Proceeding further in the same direction, we discover that there is also such a thing as a professional logic, i.e. certain ways of reasoning that are customary in certain circles, which are valid for these circles, but untrue for the rest of the public. Now, the contrast between these two kinds of logic—one particular, the other universal—produces comic effects of a special nature, on which we may advantageously dwell at greater length. Here we touch upon a point of some consequence in the theory of laughter. We propose, therefore, to give the question a wider scope and consider it in its most general aspect.
IV
Eager as we have been to discover the deep-seated cause of the comic, we have so far had to neglect one of its most striking phenomena. We refer to the logic peculiar to the comic character and the comic group, a strange kind of logic, which, in some cases, may include a good deal of absurdity.
Theophile Gautier said that the comic in its extreme form was the logic of the absurd. More than one philosophy of laughter revolves round a like idea.
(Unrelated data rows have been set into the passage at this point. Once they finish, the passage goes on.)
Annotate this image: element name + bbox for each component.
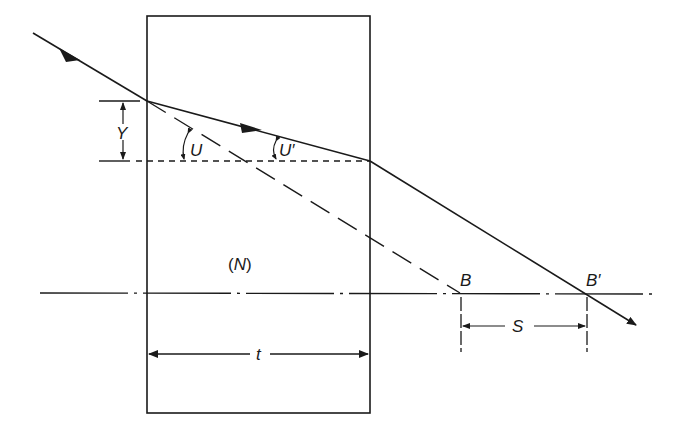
medium-label: (N) <box>228 255 252 274</box>
optical-axis <box>40 293 652 294</box>
angle-u-arc <box>183 133 188 159</box>
exit-ray <box>370 161 636 325</box>
incident-ray <box>33 33 147 101</box>
point-label-b: B <box>460 271 471 290</box>
angle-label-u: U <box>190 141 203 160</box>
height-label-y: Y <box>116 124 129 143</box>
plate-refraction-diagram: Y U U′ (N) B B′ S t <box>0 0 673 437</box>
angle-label-u-prime: U′ <box>279 141 295 160</box>
refracted-ray <box>147 101 370 161</box>
shift-label-s: S <box>512 317 524 336</box>
point-label-b-prime: B′ <box>586 271 601 290</box>
virtual-ray-extension <box>147 101 460 293</box>
incident-ray-arrow-icon <box>59 48 80 62</box>
thickness-label-t: t <box>256 345 262 364</box>
angle-u-prime-arc <box>274 141 277 159</box>
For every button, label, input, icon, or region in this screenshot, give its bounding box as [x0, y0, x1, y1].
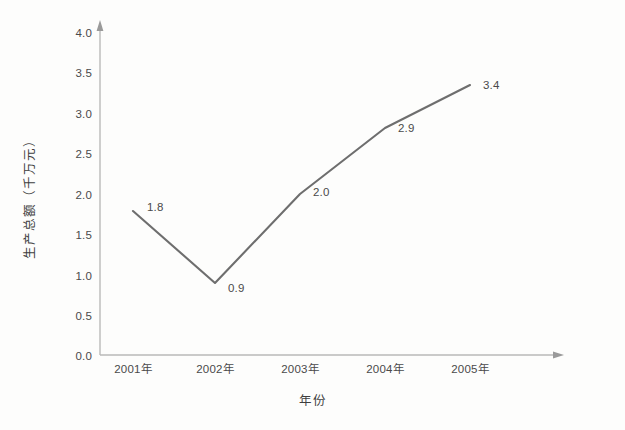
- point-label-2002: 0.9: [228, 282, 245, 294]
- x-axis-title: 年份: [0, 390, 625, 409]
- line-chart: 4.0 3.5 3.0 2.5 2.0 1.5 1.0 0.5 0.0 2001…: [0, 0, 625, 430]
- point-label-2003: 2.0: [313, 186, 330, 198]
- point-label-2005: 3.4: [483, 79, 500, 91]
- point-label-2004: 2.9: [398, 122, 415, 134]
- data-point-labels: 1.8 0.9 2.0 2.9 3.4: [0, 0, 625, 430]
- y-axis-title: 生产总额（千万元）: [19, 96, 38, 296]
- chart-page: 4.0 3.5 3.0 2.5 2.0 1.5 1.0 0.5 0.0 2001…: [0, 0, 625, 430]
- point-label-2001: 1.8: [147, 201, 164, 213]
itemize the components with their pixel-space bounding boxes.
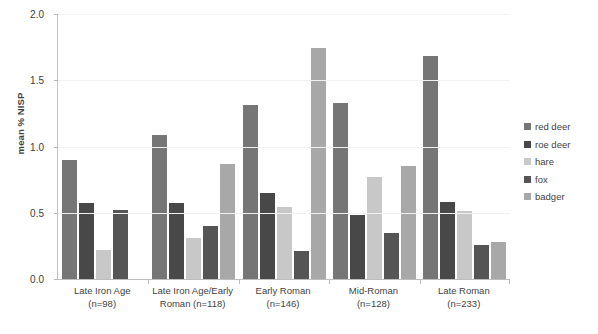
bar-badger[interactable]	[491, 242, 506, 279]
legend-item-fox[interactable]: fox	[524, 171, 570, 189]
legend-item-hare[interactable]: hare	[524, 153, 570, 171]
legend-item-red-deer[interactable]: red deer	[524, 118, 570, 136]
bar-roe-deer[interactable]	[169, 203, 184, 279]
bar-hare[interactable]	[367, 177, 382, 279]
cropped-caption	[8, 329, 438, 334]
y-axis-tick-label: 2.0	[0, 9, 44, 20]
x-axis-category-label: Late Roman(n=233)	[419, 285, 509, 325]
bar-red-deer[interactable]	[62, 160, 77, 279]
y-axis-tick-label: 1.0	[0, 141, 44, 152]
x-axis-group-separator	[329, 279, 330, 284]
bar-fox[interactable]	[113, 210, 128, 279]
bar-badger[interactable]	[311, 48, 326, 279]
y-axis-tickmark	[54, 279, 58, 280]
bar-red-deer[interactable]	[423, 56, 438, 279]
bar-red-deer[interactable]	[333, 103, 348, 279]
legend-label: red deer	[535, 121, 570, 132]
bar-hare[interactable]	[277, 207, 292, 279]
bar-fox[interactable]	[474, 245, 489, 279]
x-axis-category-label: Late Iron Age(n=98)	[57, 285, 147, 325]
bar-chart: mean % NISP 0.00.51.01.52.0 Late Iron Ag…	[0, 0, 598, 334]
bar-badger[interactable]	[220, 164, 235, 279]
bar-roe-deer[interactable]	[79, 203, 94, 279]
bar-fox[interactable]	[294, 251, 309, 279]
bar-roe-deer[interactable]	[350, 215, 365, 279]
bar-fox[interactable]	[384, 233, 399, 279]
x-axis-category-label: Early Roman(n=146)	[238, 285, 328, 325]
x-axis-category-label: Mid-Roman(n=128)	[328, 285, 418, 325]
y-axis-tick-label: 0.0	[0, 274, 44, 285]
bar-roe-deer[interactable]	[260, 193, 275, 279]
y-axis-tick-labels: 0.00.51.01.52.0	[0, 0, 52, 334]
bar-fox[interactable]	[203, 226, 218, 279]
legend-swatch-icon	[524, 123, 531, 130]
x-axis-group-separator	[148, 279, 149, 284]
bar-hare[interactable]	[96, 250, 111, 279]
y-axis-tick-label: 1.5	[0, 75, 44, 86]
legend-label: fox	[535, 174, 548, 185]
y-axis-tickmark	[54, 14, 58, 15]
y-axis-tickmark	[54, 213, 58, 214]
x-axis-group-separator	[420, 279, 421, 284]
gridline	[58, 80, 510, 81]
legend-swatch-icon	[524, 176, 531, 183]
gridline	[58, 213, 510, 214]
x-axis-group-separator	[239, 279, 240, 284]
chart-legend: red deerroe deerharefoxbadger	[524, 118, 570, 206]
x-axis-category-label: Late Iron Age/EarlyRoman (n=118)	[147, 285, 237, 325]
y-axis-tick-label: 0.5	[0, 207, 44, 218]
legend-label: roe deer	[535, 139, 570, 150]
y-axis-tickmark	[54, 147, 58, 148]
legend-item-roe-deer[interactable]: roe deer	[524, 136, 570, 154]
x-axis-category-labels: Late Iron Age(n=98)Late Iron Age/EarlyRo…	[57, 285, 509, 325]
bar-hare[interactable]	[186, 238, 201, 279]
bar-red-deer[interactable]	[243, 105, 258, 279]
legend-swatch-icon	[524, 158, 531, 165]
legend-label: hare	[535, 156, 554, 167]
legend-label: badger	[535, 191, 565, 202]
bar-badger[interactable]	[401, 166, 416, 279]
legend-item-badger[interactable]: badger	[524, 188, 570, 206]
legend-swatch-icon	[524, 141, 531, 148]
y-axis-tickmark	[54, 80, 58, 81]
gridline	[58, 147, 510, 148]
legend-swatch-icon	[524, 193, 531, 200]
x-axis-group-separator	[509, 279, 510, 284]
bar-hare[interactable]	[457, 211, 472, 279]
gridline	[58, 14, 510, 15]
plot-area	[57, 14, 510, 280]
bar-red-deer[interactable]	[152, 135, 167, 279]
Every comic effect, it is said, implies contradiction in some of its aspects. What makes us laugh is alleged to be the absurd realised in concrete shape, a “palpable absurdity";—or, again, an apparent absurdity, which we swallow for the moment only to rectify it immediately afterwards;—or, better still, something absurd from one point of view though capable of a natural explanation from another, etc. All these theories may contain some portion of the truth; but, in the first place, they apply only to certain rather obvious comic effects, and then, even where they do apply, they evidently take no account of the characteristic element of the laughable, that is, the particular kind of absurdity the comic contains when it does contain something absurd. Is an immediate proof of this desired? You have only to choose one of these definitions and make up effects in accordance with the formula: twice out of every three times there will be nothing laughable in the effect obtained. So we see that absurdity, when met with in the comic, is not absurdity in general. It is an absurdity of a definite kind. It does not create the comic; rather, we might say that the comic infuses into it its own particular essence. It is not a cause, but an effect—an effect of a very special kind, which reflects the special nature of its cause. Now, this cause is known to us; consequently we shall have no trouble in understanding the nature of the effect.